Jakartans use “fogger” chemical sprays to fight dengue-transmitting Aedes mosquitoes.
Whatever was meant to target the mosquitoes made cockroaches jumped into our swimming pool and drown themselves, and made “normal” ants frantically run in circles. This suggests that whatever they use for fogging is a generalist poison that screws up all insect brains and likely affects larger things as well. That is bad for controlling dengue, because many small animals compete with the mosquitos for food and reproductive space, or may even eat them (eg: larvae from other insects, or chick-chacks).
Probably for these reasons, fogging for dengue is not advised:
- The World Health Organization’s (WHO) Indonesia Newsletter (2008) states “Fogging has been proven over 50 years of use to have no practical effect on dengue transmission”
- A study in the Singapore Medical Journal (2005) concluded that “usual chemical fogging in natural environment was ineffective in breaking the reproductive lifecycle by eliminating gravid female Aedes mosquitoes“
- The Philippino government’s Department of Health advises against fogging. [here] and [here].
So please stop fogging!
The best approach is to eliminate all possible breeding sites: getting rid of even small amounts of stagnant water (in containers, trash, leaves, flower pot dishes….)

I think the best way is to educate people on the Health and Safety issue. The teaching has to begin from schools at a young age. More information to be distributed on the cleanliness and methods of disposing unwanted containers, dangers of stagnant waters, the common breeding grounds in homes,etc.
People need to take the concept of cleanliness seriously. Fine people for not following the procedure.
We need to help our community and keep our environment clean.
John Umasanthiram
Thanks for the comment, John. I wholeheartedly agree.
from where the people found this kind of mosquito?
Hello Hameed,
Wikipedia has some good information about the dengue mosquito’s lifestyle. It is now found in most warm parts of the world. And it prefers laying eggs in stagnant water that may accumulate in pots, buckets, tires or trash, as well as in stagnant fountains, rarely used toilets or showers..). The best manner of keeping the dengue mosquito away is by eliminating such places that are essential for its reproduction.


### Brief
The whole listing, except its pictures, is to be repeated exactly.

### Data supplied
-.-.-
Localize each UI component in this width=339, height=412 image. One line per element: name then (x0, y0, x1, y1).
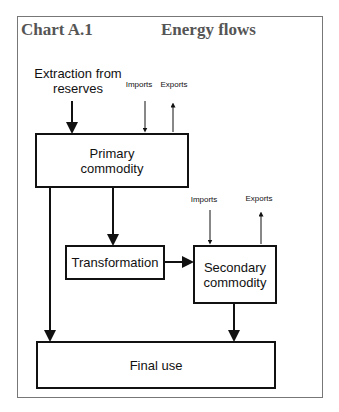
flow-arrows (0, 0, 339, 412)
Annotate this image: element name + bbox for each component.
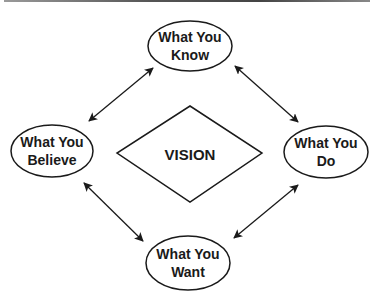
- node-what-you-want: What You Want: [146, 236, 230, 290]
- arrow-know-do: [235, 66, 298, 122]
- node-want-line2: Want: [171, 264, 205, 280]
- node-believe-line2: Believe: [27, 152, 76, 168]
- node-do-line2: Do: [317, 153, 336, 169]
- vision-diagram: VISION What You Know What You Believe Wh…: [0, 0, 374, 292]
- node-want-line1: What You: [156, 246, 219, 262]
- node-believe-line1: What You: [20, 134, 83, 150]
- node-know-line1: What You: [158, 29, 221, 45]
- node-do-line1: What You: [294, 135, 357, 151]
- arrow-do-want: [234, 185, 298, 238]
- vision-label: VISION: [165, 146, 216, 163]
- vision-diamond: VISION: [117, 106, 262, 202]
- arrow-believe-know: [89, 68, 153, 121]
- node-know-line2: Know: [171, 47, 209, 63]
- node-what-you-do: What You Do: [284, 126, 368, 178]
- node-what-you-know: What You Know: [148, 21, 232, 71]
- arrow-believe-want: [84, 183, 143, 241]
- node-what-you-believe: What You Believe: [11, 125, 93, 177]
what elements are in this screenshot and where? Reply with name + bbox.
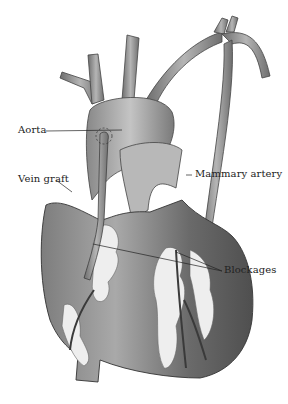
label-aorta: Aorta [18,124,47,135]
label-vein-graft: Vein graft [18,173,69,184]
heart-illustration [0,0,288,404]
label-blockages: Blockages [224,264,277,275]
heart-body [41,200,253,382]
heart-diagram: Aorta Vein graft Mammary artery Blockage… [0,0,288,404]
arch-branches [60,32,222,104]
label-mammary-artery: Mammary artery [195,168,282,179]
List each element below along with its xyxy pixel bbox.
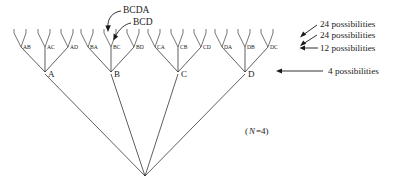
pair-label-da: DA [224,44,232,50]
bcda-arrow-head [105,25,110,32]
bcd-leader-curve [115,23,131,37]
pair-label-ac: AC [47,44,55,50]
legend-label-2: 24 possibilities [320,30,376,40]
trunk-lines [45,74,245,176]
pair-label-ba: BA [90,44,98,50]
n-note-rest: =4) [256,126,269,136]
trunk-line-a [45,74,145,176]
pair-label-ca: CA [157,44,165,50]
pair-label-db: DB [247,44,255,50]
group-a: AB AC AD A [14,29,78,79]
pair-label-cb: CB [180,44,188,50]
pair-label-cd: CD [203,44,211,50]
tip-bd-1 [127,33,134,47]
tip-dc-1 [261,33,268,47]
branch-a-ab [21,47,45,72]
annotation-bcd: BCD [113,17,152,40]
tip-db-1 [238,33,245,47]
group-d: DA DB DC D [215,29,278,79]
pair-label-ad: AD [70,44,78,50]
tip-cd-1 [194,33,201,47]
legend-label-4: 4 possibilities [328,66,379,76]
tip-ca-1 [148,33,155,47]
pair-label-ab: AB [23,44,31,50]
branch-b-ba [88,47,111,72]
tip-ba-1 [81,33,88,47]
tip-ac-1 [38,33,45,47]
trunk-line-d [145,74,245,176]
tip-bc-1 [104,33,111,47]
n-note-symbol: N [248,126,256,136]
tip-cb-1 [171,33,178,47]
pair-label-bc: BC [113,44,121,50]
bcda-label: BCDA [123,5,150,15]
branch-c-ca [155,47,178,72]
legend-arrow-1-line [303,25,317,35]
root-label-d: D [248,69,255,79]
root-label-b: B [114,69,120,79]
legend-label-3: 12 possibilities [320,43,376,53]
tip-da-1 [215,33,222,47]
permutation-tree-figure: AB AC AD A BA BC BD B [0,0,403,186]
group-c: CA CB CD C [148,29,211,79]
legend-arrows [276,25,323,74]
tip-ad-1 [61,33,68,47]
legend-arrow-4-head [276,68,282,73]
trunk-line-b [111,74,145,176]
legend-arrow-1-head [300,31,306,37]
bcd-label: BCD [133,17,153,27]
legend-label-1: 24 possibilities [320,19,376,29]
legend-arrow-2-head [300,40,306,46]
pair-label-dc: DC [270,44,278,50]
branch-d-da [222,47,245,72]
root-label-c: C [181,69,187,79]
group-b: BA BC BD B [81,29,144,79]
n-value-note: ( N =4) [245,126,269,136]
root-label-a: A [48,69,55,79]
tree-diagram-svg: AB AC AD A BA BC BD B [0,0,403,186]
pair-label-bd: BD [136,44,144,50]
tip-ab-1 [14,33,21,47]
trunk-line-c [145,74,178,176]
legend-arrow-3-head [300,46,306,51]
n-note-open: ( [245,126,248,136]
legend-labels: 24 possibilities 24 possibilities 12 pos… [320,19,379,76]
-.-.-
### Exercise result
Localize each UI component in this width=339, height=412 image. One line per element: name then (x0, y0, x1, y1).
flow-arrows (0, 0, 339, 412)
Annotate this image: element name + bbox for each component.
- node-what-you-want: What You Want: [146, 236, 230, 290]
- arrow-know-do: [235, 66, 298, 122]
- node-want-line2: Want: [171, 264, 205, 280]
- node-believe-line2: Believe: [27, 152, 76, 168]
- node-do-line2: Do: [317, 153, 336, 169]
- vision-diagram: VISION What You Know What You Believe Wh…: [0, 0, 374, 292]
- node-want-line1: What You: [156, 246, 219, 262]
- node-believe-line1: What You: [20, 134, 83, 150]
- node-know-line1: What You: [158, 29, 221, 45]
- node-do-line1: What You: [294, 135, 357, 151]
- arrow-do-want: [234, 185, 298, 238]
- vision-label: VISION: [165, 146, 216, 163]
- vision-diamond: VISION: [117, 106, 262, 202]
- arrow-believe-know: [89, 68, 153, 121]
- node-know-line2: Know: [171, 47, 209, 63]
- node-what-you-do: What You Do: [284, 126, 368, 178]
- node-what-you-know: What You Know: [148, 21, 232, 71]
- arrow-believe-want: [84, 183, 143, 241]
- node-what-you-believe: What You Believe: [11, 125, 93, 177]
what elements are in this screenshot and where? Reply with name + bbox.
label-aorta: Aorta [18,124,47,135]
label-vein-graft: Vein graft [18,173,69,184]
heart-illustration [0,0,288,404]
label-blockages: Blockages [224,264,277,275]
heart-body [41,200,253,382]
heart-diagram: Aorta Vein graft Mammary artery Blockage… [0,0,288,404]
arch-branches [60,32,222,104]
label-mammary-artery: Mammary artery [195,168,282,179]
List each element below along with its xyxy pixel bbox.
pair-label-da: DA [224,44,232,50]
bcda-arrow-head [105,25,110,32]
bcd-leader-curve [115,23,131,37]
pair-label-ac: AC [47,44,55,50]
legend-label-2: 24 possibilities [320,30,376,40]
trunk-lines [45,74,245,176]
pair-label-ba: BA [90,44,98,50]
n-note-rest: =4) [256,126,269,136]
trunk-line-a [45,74,145,176]
pair-label-ca: CA [157,44,165,50]
pair-label-db: DB [247,44,255,50]
group-a: AB AC AD A [14,29,78,79]
pair-label-cb: CB [180,44,188,50]
pair-label-cd: CD [203,44,211,50]
tip-bd-1 [127,33,134,47]
tip-dc-1 [261,33,268,47]
branch-a-ab [21,47,45,72]
annotation-bcd: BCD [113,17,152,40]
tip-db-1 [238,33,245,47]
group-d: DA DB DC D [215,29,278,79]
pair-label-ad: AD [70,44,78,50]
tip-cd-1 [194,33,201,47]
legend-label-4: 4 possibilities [328,66,379,76]
tip-ca-1 [148,33,155,47]
pair-label-ab: AB [23,44,31,50]
branch-b-ba [88,47,111,72]
tip-ba-1 [81,33,88,47]
tip-ac-1 [38,33,45,47]
trunk-line-d [145,74,245,176]
tip-bc-1 [104,33,111,47]
n-note-symbol: N [248,126,256,136]
tip-cb-1 [171,33,178,47]
pair-label-bc: BC [113,44,121,50]
bcda-label: BCDA [123,5,150,15]
branch-c-ca [155,47,178,72]
legend-arrow-1-line [303,25,317,35]
root-label-d: D [248,69,255,79]
root-label-b: B [114,69,120,79]
legend-label-3: 12 possibilities [320,43,376,53]
tip-da-1 [215,33,222,47]
permutation-tree-figure: AB AC AD A BA BC BD B [0,0,403,186]
group-c: CA CB CD C [148,29,211,79]
legend-arrows [276,25,323,74]
tip-ad-1 [61,33,68,47]
legend-arrow-4-head [276,68,282,73]
trunk-line-b [111,74,145,176]
legend-arrow-1-head [300,31,306,37]
bcd-label: BCD [133,17,153,27]
legend-label-1: 24 possibilities [320,19,376,29]
legend-arrow-2-head [300,40,306,46]
pair-label-dc: DC [270,44,278,50]
branch-d-da [222,47,245,72]
root-label-c: C [181,69,187,79]
group-b: BA BC BD B [81,29,144,79]
n-value-note: ( N =4) [245,126,269,136]
root-label-a: A [48,69,55,79]
tree-diagram-svg: AB AC AD A BA BC BD B [0,0,403,186]
pair-label-bd: BD [136,44,144,50]
tip-ab-1 [14,33,21,47]
trunk-line-c [145,74,178,176]
legend-arrow-3-head [300,46,306,51]
n-note-open: ( [245,126,248,136]
legend-labels: 24 possibilities 24 possibilities 12 pos… [320,19,379,76]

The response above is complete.